I agree that there are some very nice things about the CM GUI.CThinker wrote:Shredder has the same set of options engines. But you think that Shredder listened to the customer, while ChessMaster did not?Dann Corbit wrote:I am looking at the "Import Winboard Engine" dialog right now.CThinker wrote:If the benchmark is customer base, then I think both Shredder and ChessAssistant pale in comparison to ChessMaster as far as being friendly to customers.Dann Corbit wrote: I think the burning question here is:
"Better for who?"
Now, that introduces another question:
"Who am I building this engine for?"
If the answer is "Myself" and you are the only intended customer, then it does not matter how difficult it is to get it to do things that other customers would want because they are irrelevant. Such is the case for private engines, for instance.
As I see it, there are two chess interfaces which are the most friendly to the customer:
Shredder and ChessAssistant.
Furthermore, both of these companies listen to the customers and follow their feedback and incorporate customer demands into their tool sets.
I don't think that we see these features by accident. They are the features that the customer wants.
And, as far as GUI vs Engine separation goes, ChessMaster is engineered better. The ChessMaster GUI runs engines by giving them full autonomy. There is a clear delineation between GUI (display) and engine (game logic).
I, as a programmer, am happy with this design, and the ChessMaster users out there are happy with what they get.
So there you go. Friendly to customers, and friendly to programmers.
And since you have mentioned your number 1 software development rule, please allow me to mention one that is also important: "Modelling the real world as closely as possible".
In the human world, you have the wooden board/pieces (dumb display), and you have the human players (game logic). You model that with a GUI and engines.
That is something you can explain even to the most non-technical chess player. Changing the engine is equivalent to changing your human opponent. That to me is better than having to explain that you are not really changing your opponent, just portions of it, because some chess logic is actually on the GUI (the wooden board; shock).
ChessMaster is really very good at this. They associate the engine personalities with well-known human players. And users get that. There is the wooden chess board (which in CM looks like real 3D wooden board), and then there is this choice of engine personalities.
Again, I agree with making customers happy. I also believe that it can be done without sacrificing good engineering designs.
It has the options:
[x] Use Chessmaster Opening Book
Book Name:
[Select]
Winboard Engine Filename
___________________________
[Browse]
Command Line Parameters
___________________________
[] Pondering [x] Use Endgame Databases
Pressing the select button gives me a jillion opening books to select from
So it seems that ChessMaster does listen to their target audience.

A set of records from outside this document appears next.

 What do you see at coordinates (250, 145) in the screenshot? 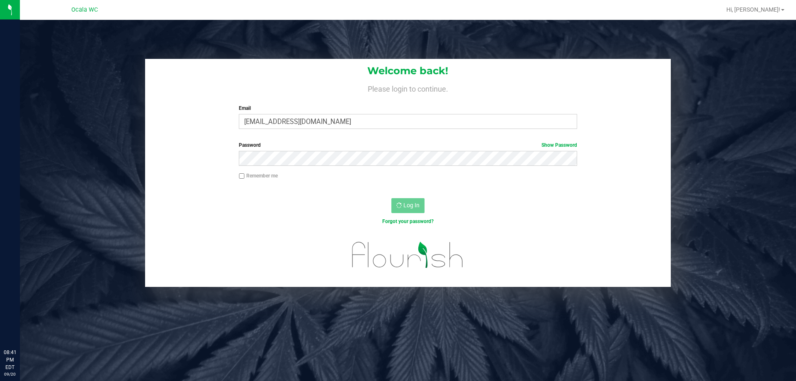
I see `span: Password` at bounding box center [250, 145].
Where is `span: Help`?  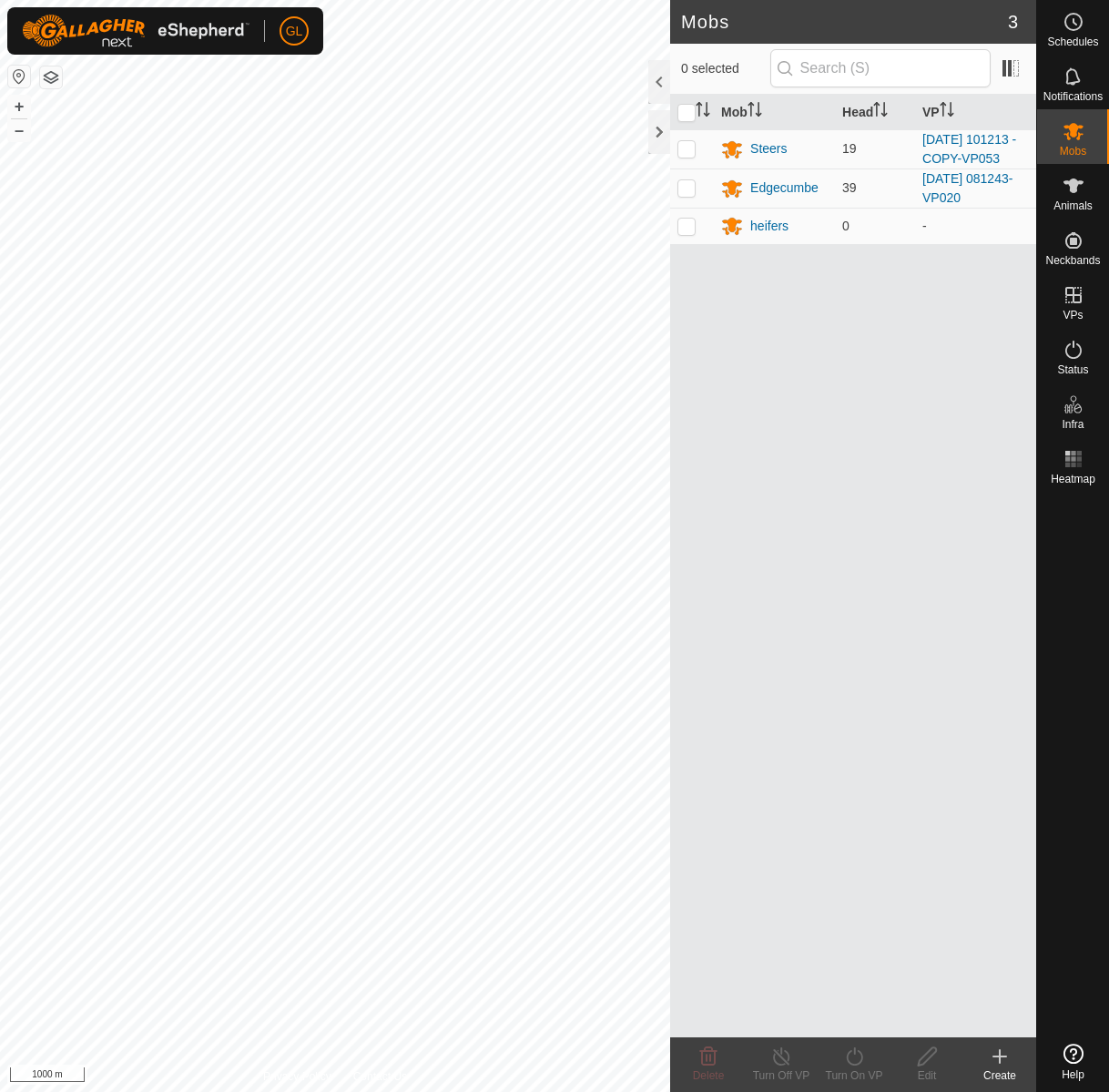
span: Help is located at coordinates (1072, 1074).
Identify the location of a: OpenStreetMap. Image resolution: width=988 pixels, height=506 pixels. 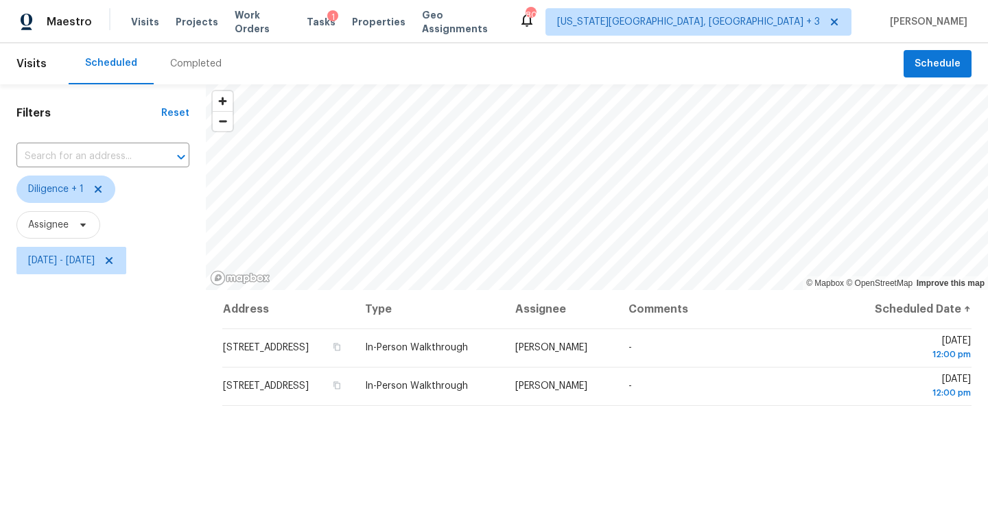
(879, 283).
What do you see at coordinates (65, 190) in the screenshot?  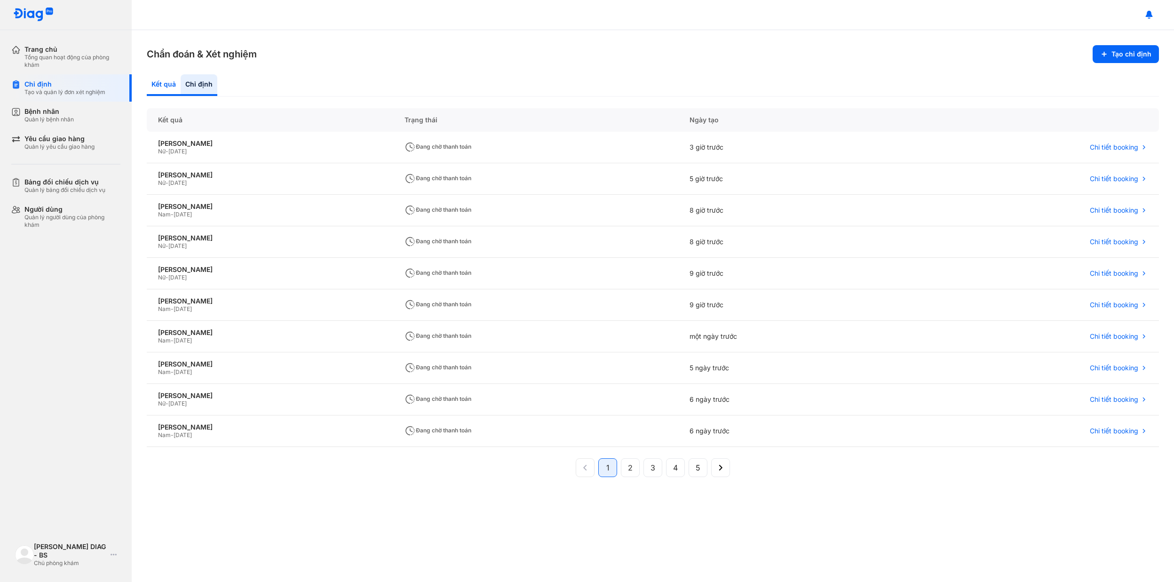 I see `div: Quản lý bảng đối chiếu dịch vụ` at bounding box center [65, 190].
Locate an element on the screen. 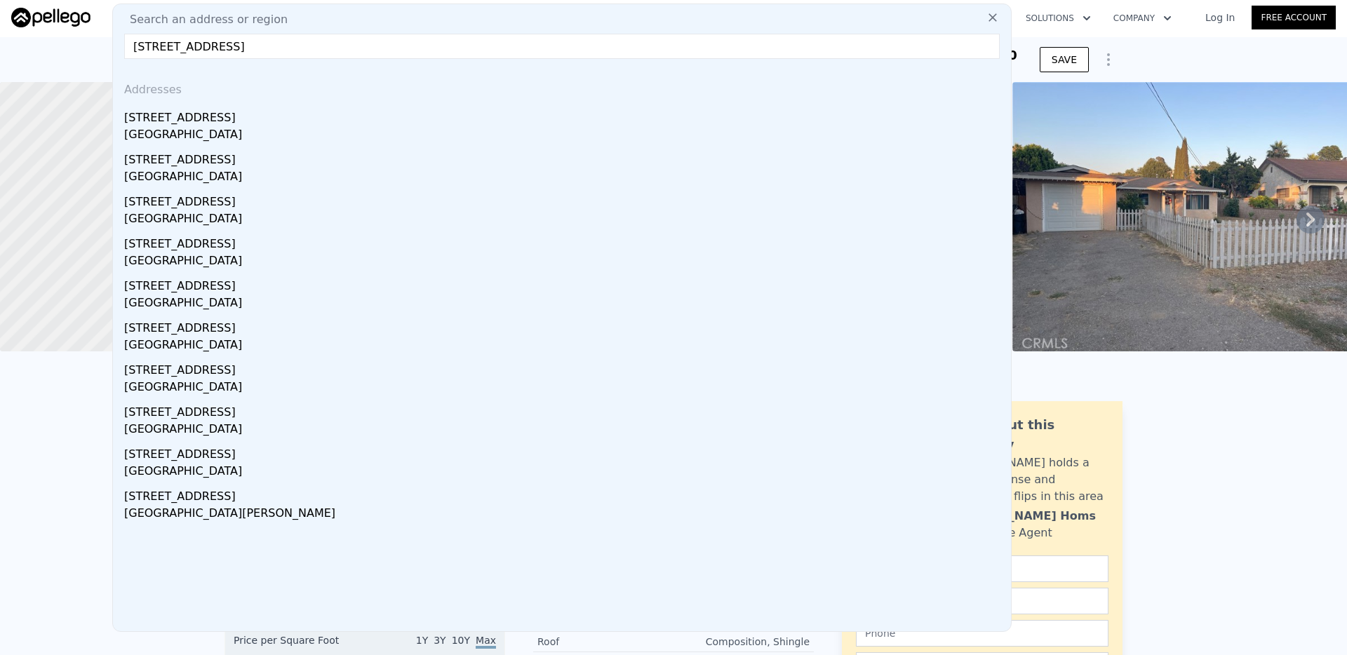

I have to disagree on this one. For me, as far as UI is concerned, the Shredder UI is a disorganized mess compared to ChessMaster.
In fact, you won't find non-valid words in the ChessMaster dialogs. In contrast, you find things like "PosLearning" (that's one word) in Shredder. What exactly is that? A misspelling of "Post Learning"?
You can tell that the Shredder UI was designed by a programmer and not a User Experience person. The Shredder menu has 'Command', while the ChessMaster menu has 'Action'. There is no real organization in the Shredder menu, so you get 'Extras' for the bunch of unrelated items. Here is an example of real-world modeling in ChessMaster: you see menu items like, Mentor, Move Advice, Chess Coach. In contrast, Shredder has all sorts of words that are hard to relate to human chess (like, Tripple Brain, Histogram).
I'm guessing that Shredder does not have a dedicated UE team, like you have in big software companies (UbiSoft). And that shows in the quality of the UI.
Cheers...
I especially like the "human readable analysis" feature.
But the Shredder GUI makes it easily possible for me to do all the things that I want to do, and the CM GUI leaves some of these features out altogether (or at least I do not know how to do them in CM).
Examples:
1. Install UCI engines
2. Analyze a game or set of EPD records and produce EPD output
I guess that you may be right about the Shredder language in the GUI. Everything seemed quite obvious to me, but maybe the average Joe on the street will find CM easier to understand.